Tuesday 25 July 2017

Mirages are distractions from the real task

Last week, the Western Mail carried a story (to which I’ve been unable to find a link) which referenced the views of Professor Richard Tuck of Harvard University in the US on the question of Brexit and Corbyn.  I hope that I don’t over-paraphrase a complex argument if I say that, in essence, he argues that membership of the EU prevents a politician like Corbyn from implementing some of the things he supports, and that Brexit, followed by a Corbyn election victory, would set the UK free to pursue a much more socialist agenda.  It is, in a sense, the classic ‘left’ case against the EU, seeing the EU as institutionalising neo-liberal policies inimical to the interests of working people as understood by the classic British left.  It’s an attractive argument, and there is much about it which I naturally support.
However, as a counterpoint to that, there was an article in the Guardian last week by John Harris which suggested that underpinning the views of Brexiteers like Liam Fox is the belief that “Brussels is not the liberalising, pro-business force that reality suggests, but an eternal brake on enterprise and initiative that has to be comprehensively left behind”.  On this understanding of what the EU is about, Brexit followed by the election of a more right-wing Tory government is the outcome which they desire, since it would set the UK free of all the constraints on neo-liberalism which membership of the EU imposes.
It’s like two sides of the same coin, but can they both be right?  It is, of course, entirely possible that both are correct in their diagnoses, even if the proposed cures are very different.  The treaties and agreements built up under the EU over many years do indeed place constraints on the freedom of governments to give state aid to industries, and they do indeed place constraints on the ability of companies to exploit their employees.  Both sides concentrate their attention on those constraints that they don’t like.  We end up with an unholy alliance of people who are agreed that the constraints should be removed, but are hugely at odds about how the consequential ‘freedom’ should be used.  They can both be right about the existence of constraints, but they can’t both be right about what will follow their removal.  But there’s much more to this than simply deciding which of the two versions of an EU-constraint-free UK is the most (or least) attractive.
Four things in particular struck me about the arguments here.
The first is that, from both viewpoints, it’s not Brexit that makes the difference; it is the policies which the UK chooses to implement afterwards.  Freed from the admitted constraints, would the electorate choose a more state-directed future under Labour or a more laissez-faire future under the Tories?  Whilst the short term might well look to be Corbyn’s as things stand at present, the longer term electoral history of the UK – and more specifically England in this context – does not fill me with confidence.  Constraining the right looks the more attractive option, even if it also constrains the left.
The second is whether those constraints imposed by membership are the only thing preventing the implementation of socialist policies.  Personally, I think not; the world has become more intertwined - and global capital does not exercise its undoubted power solely through the institutions of the EU.  The history of “socialism in one country” is not a pretty one, and globalisation has made its achievement more, rather than less, challenging. 
The third is about confusion between institutions and policies.  For sure, policies can become embedded in the way institutions work, but it is never necessarily or irreversibly so.  And there are people with similar views in other EU member states.  So which offers the best hope for the future – seeking to change the UK, or seeking to change Europe?  While changing the EU’s underlying economic philosophy looks like a more complex and long-term task that I might wish, I tend to the view that it is ultimately going to be a better solution.  Issues such as climate change require collective action over a long period, and need an international perspective.
Fourthly, what about Wales?  The problem with the ‘left’ case against the EU is that it implicitly assumes the continuation of the UK, to provide a source of non-Tory MPs from outside England.  Not for nothing are people like Corbyn lukewarm at best about devolution, not to say hostile to independence; their vision for the UK depends on anti-Tory votes in Wales and Scotland.  At the same time as Labour’s position requires that continued union, Brexit also makes the alternative future – independence outside the EU – considerably less attractive and practical as an option, unless Brexit leads to the collapse of the EU, which would ‘normalise’ such a status.  That looks highly unlikely to me.
I know that there are many independentistas who sympathise with the views put forward by Professor Tuck, because they would want Wales to have the freedom of action he describes.  I suspect, though, that the ‘freedom’ is a mirage based on wishful thinking, and the better outcome for Wales is as a member of a multi-national and multi-lingual union of free nations.  Changing the nature of that union is the real task in hand – Brexit is an unwelcome diversion.

1 comment:

Harri said...

The left-wing case for Brexit seems to rely on a variant of the 'British exceptionalism' argument generally favoured by the right, i.e. a wildly optimistic belief in Britain's ability to 'go it alone'. The imperialist mindset on which this belief is grounded seems to span the political spectrum among unionist parties.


**INSTRUCTIONS FOR THE TASK:**
Could you transcribe every record below exactly, leaving out the pictures?

**RECORDED INFORMATION:**
<<<<

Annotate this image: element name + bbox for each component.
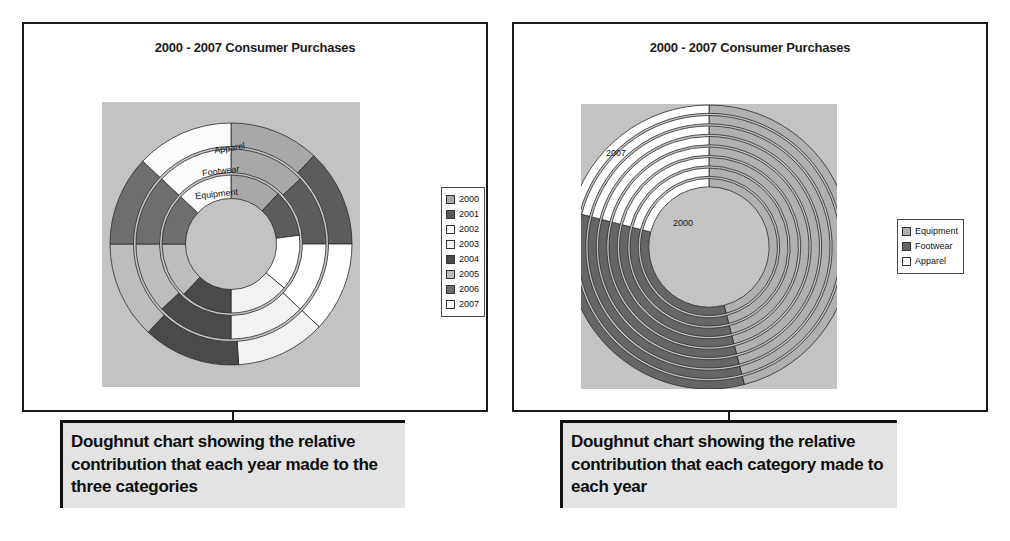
legend-item[interactable]: 2000 [446, 192, 479, 207]
legend-label: 2002 [459, 225, 479, 234]
ring-label-2000: 2000 [673, 218, 693, 228]
caption-box-left: Doughnut chart showing the relative cont… [60, 420, 405, 508]
legend-label: 2004 [459, 255, 479, 264]
legend-left[interactable]: 2000 2001 2002 2003 2004 2005 2006 2007 [441, 187, 485, 317]
legend-label: 2003 [459, 240, 479, 249]
chart-panel-left: 2000 - 2007 Consumer Purchases Apparel F… [22, 22, 488, 412]
caption-text-right: Doughnut chart showing the relative cont… [571, 431, 887, 499]
legend-item[interactable]: 2004 [446, 252, 479, 267]
doughnut-hole [651, 189, 767, 305]
legend-item[interactable]: Equipment [902, 224, 958, 239]
chart-title-right: 2000 - 2007 Consumer Purchases [514, 40, 986, 55]
legend-swatch-icon [902, 242, 911, 251]
legend-label: 2005 [459, 270, 479, 279]
legend-label: 2000 [459, 195, 479, 204]
plot-area-right: 2007 2000 [581, 104, 837, 389]
legend-label: Footwear [915, 242, 953, 251]
legend-label: 2001 [459, 210, 479, 219]
legend-item[interactable]: 2003 [446, 237, 479, 252]
legend-item[interactable]: 2002 [446, 222, 479, 237]
legend-swatch-icon [446, 240, 455, 249]
doughnut-chart-by-category [581, 104, 837, 389]
legend-item[interactable]: Apparel [902, 254, 958, 269]
doughnut-hole [188, 201, 274, 287]
legend-label: Apparel [915, 257, 946, 266]
legend-item[interactable]: 2005 [446, 267, 479, 282]
legend-label: Equipment [915, 227, 958, 236]
legend-swatch-icon [446, 270, 455, 279]
legend-item[interactable]: 2001 [446, 207, 479, 222]
legend-swatch-icon [446, 195, 455, 204]
legend-swatch-icon [446, 300, 455, 309]
legend-swatch-icon [446, 285, 455, 294]
legend-item[interactable]: Footwear [902, 239, 958, 254]
legend-swatch-icon [446, 210, 455, 219]
chart-title-left: 2000 - 2007 Consumer Purchases [24, 40, 486, 55]
chart-panel-right: 2000 - 2007 Consumer Purchases 2007 2000… [512, 22, 988, 412]
ring-label-2007: 2007 [606, 148, 626, 158]
legend-label: 2007 [459, 300, 479, 309]
caption-text-left: Doughnut chart showing the relative cont… [71, 431, 395, 499]
legend-swatch-icon [902, 257, 911, 266]
legend-label: 2006 [459, 285, 479, 294]
legend-item[interactable]: 2007 [446, 297, 479, 312]
legend-swatch-icon [902, 227, 911, 236]
plot-area-left: Apparel Footwear Equipment [102, 102, 360, 387]
legend-swatch-icon [446, 255, 455, 264]
legend-swatch-icon [446, 225, 455, 234]
legend-right[interactable]: Equipment Footwear Apparel [897, 219, 964, 274]
legend-item[interactable]: 2006 [446, 282, 479, 297]
caption-box-right: Doughnut chart showing the relative cont… [560, 420, 897, 508]
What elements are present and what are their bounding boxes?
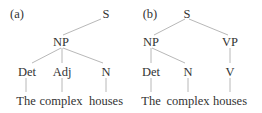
edge-np-n	[63, 48, 103, 63]
node-s: S	[103, 7, 110, 21]
word-complex: complex	[39, 94, 83, 108]
edge-np-n	[152, 48, 185, 63]
tree-a: (a) S NP Det Adj N The complex houses	[10, 7, 123, 108]
node-vp: VP	[222, 35, 238, 49]
node-np: NP	[53, 35, 69, 49]
node-n: N	[101, 65, 110, 79]
tree-b: (b) S NP VP Det N V The complex houses	[141, 7, 247, 108]
parse-tree-diagram: (a) S NP Det Adj N The complex houses (b…	[0, 0, 262, 113]
panel-label-a: (a)	[10, 7, 24, 21]
node-adj: Adj	[53, 65, 72, 79]
node-det: Det	[18, 65, 37, 79]
word-the: The	[16, 94, 36, 108]
edge-s-np	[63, 19, 101, 35]
word-complex: complex	[166, 94, 210, 108]
node-s: S	[184, 7, 191, 21]
edge-s-vp	[189, 19, 228, 35]
edge-s-np	[154, 19, 185, 35]
word-houses: houses	[89, 94, 123, 108]
word-the: The	[141, 94, 161, 108]
edge-np-det	[32, 48, 61, 63]
panel-label-b: (b)	[143, 7, 158, 21]
node-np: NP	[143, 35, 159, 49]
node-v: V	[225, 65, 234, 79]
node-n: N	[183, 65, 192, 79]
node-det: Det	[142, 65, 161, 79]
word-houses: houses	[213, 94, 247, 108]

>>>>

**OUTPUT FOR THIS TASK:**
Annotate this image: element name + bbox for each component.
legend-item[interactable]: 2000 [446, 192, 479, 207]
legend-label: 2002 [459, 225, 479, 234]
ring-label-2000: 2000 [673, 218, 693, 228]
caption-box-left: Doughnut chart showing the relative cont… [60, 420, 405, 508]
legend-label: 2004 [459, 255, 479, 264]
legend-left[interactable]: 2000 2001 2002 2003 2004 2005 2006 2007 [441, 187, 485, 317]
legend-label: 2003 [459, 240, 479, 249]
chart-panel-left: 2000 - 2007 Consumer Purchases Apparel F… [22, 22, 488, 412]
caption-text-right: Doughnut chart showing the relative cont… [571, 431, 887, 499]
legend-item[interactable]: 2004 [446, 252, 479, 267]
doughnut-hole [651, 189, 767, 305]
legend-item[interactable]: Equipment [902, 224, 958, 239]
chart-title-right: 2000 - 2007 Consumer Purchases [514, 40, 986, 55]
legend-swatch-icon [902, 242, 911, 251]
legend-label: 2005 [459, 270, 479, 279]
legend-label: 2000 [459, 195, 479, 204]
plot-area-right: 2007 2000 [581, 104, 837, 389]
legend-label: Footwear [915, 242, 953, 251]
legend-label: 2001 [459, 210, 479, 219]
legend-item[interactable]: 2003 [446, 237, 479, 252]
legend-item[interactable]: 2002 [446, 222, 479, 237]
legend-swatch-icon [446, 240, 455, 249]
doughnut-chart-by-category [581, 104, 837, 389]
legend-item[interactable]: Apparel [902, 254, 958, 269]
doughnut-hole [188, 201, 274, 287]
legend-label: Apparel [915, 257, 946, 266]
legend-item[interactable]: 2005 [446, 267, 479, 282]
legend-label: Equipment [915, 227, 958, 236]
legend-swatch-icon [446, 270, 455, 279]
legend-item[interactable]: 2001 [446, 207, 479, 222]
legend-swatch-icon [446, 195, 455, 204]
legend-swatch-icon [446, 300, 455, 309]
legend-swatch-icon [446, 285, 455, 294]
legend-item[interactable]: Footwear [902, 239, 958, 254]
legend-swatch-icon [446, 210, 455, 219]
chart-title-left: 2000 - 2007 Consumer Purchases [24, 40, 486, 55]
chart-panel-right: 2000 - 2007 Consumer Purchases 2007 2000… [512, 22, 988, 412]
ring-label-2007: 2007 [606, 148, 626, 158]
legend-label: 2007 [459, 300, 479, 309]
caption-text-left: Doughnut chart showing the relative cont… [71, 431, 395, 499]
legend-swatch-icon [902, 257, 911, 266]
legend-label: 2006 [459, 285, 479, 294]
legend-item[interactable]: 2007 [446, 297, 479, 312]
legend-swatch-icon [902, 227, 911, 236]
plot-area-left: Apparel Footwear Equipment [102, 102, 360, 387]
legend-swatch-icon [446, 255, 455, 264]
legend-swatch-icon [446, 225, 455, 234]
legend-right[interactable]: Equipment Footwear Apparel [897, 219, 964, 274]
legend-item[interactable]: 2006 [446, 282, 479, 297]
caption-box-right: Doughnut chart showing the relative cont… [560, 420, 897, 508]
What elements are present and what are their bounding boxes?
edge-np-n	[63, 48, 103, 63]
node-s: S	[103, 7, 110, 21]
word-complex: complex	[39, 94, 83, 108]
edge-np-n	[152, 48, 185, 63]
tree-a: (a) S NP Det Adj N The complex houses	[10, 7, 123, 108]
node-vp: VP	[222, 35, 238, 49]
node-np: NP	[53, 35, 69, 49]
node-n: N	[101, 65, 110, 79]
tree-b: (b) S NP VP Det N V The complex houses	[141, 7, 247, 108]
parse-tree-diagram: (a) S NP Det Adj N The complex houses (b…	[0, 0, 262, 113]
panel-label-a: (a)	[10, 7, 24, 21]
node-adj: Adj	[53, 65, 72, 79]
node-det: Det	[18, 65, 37, 79]
word-the: The	[16, 94, 36, 108]
edge-s-np	[63, 19, 101, 35]
word-complex: complex	[166, 94, 210, 108]
node-s: S	[184, 7, 191, 21]
edge-s-vp	[189, 19, 228, 35]
edge-s-np	[154, 19, 185, 35]
word-houses: houses	[89, 94, 123, 108]
word-the: The	[141, 94, 161, 108]
edge-np-det	[32, 48, 61, 63]
panel-label-b: (b)	[143, 7, 158, 21]
node-np: NP	[143, 35, 159, 49]
node-v: V	[225, 65, 234, 79]
node-n: N	[183, 65, 192, 79]
node-det: Det	[142, 65, 161, 79]
word-houses: houses	[213, 94, 247, 108]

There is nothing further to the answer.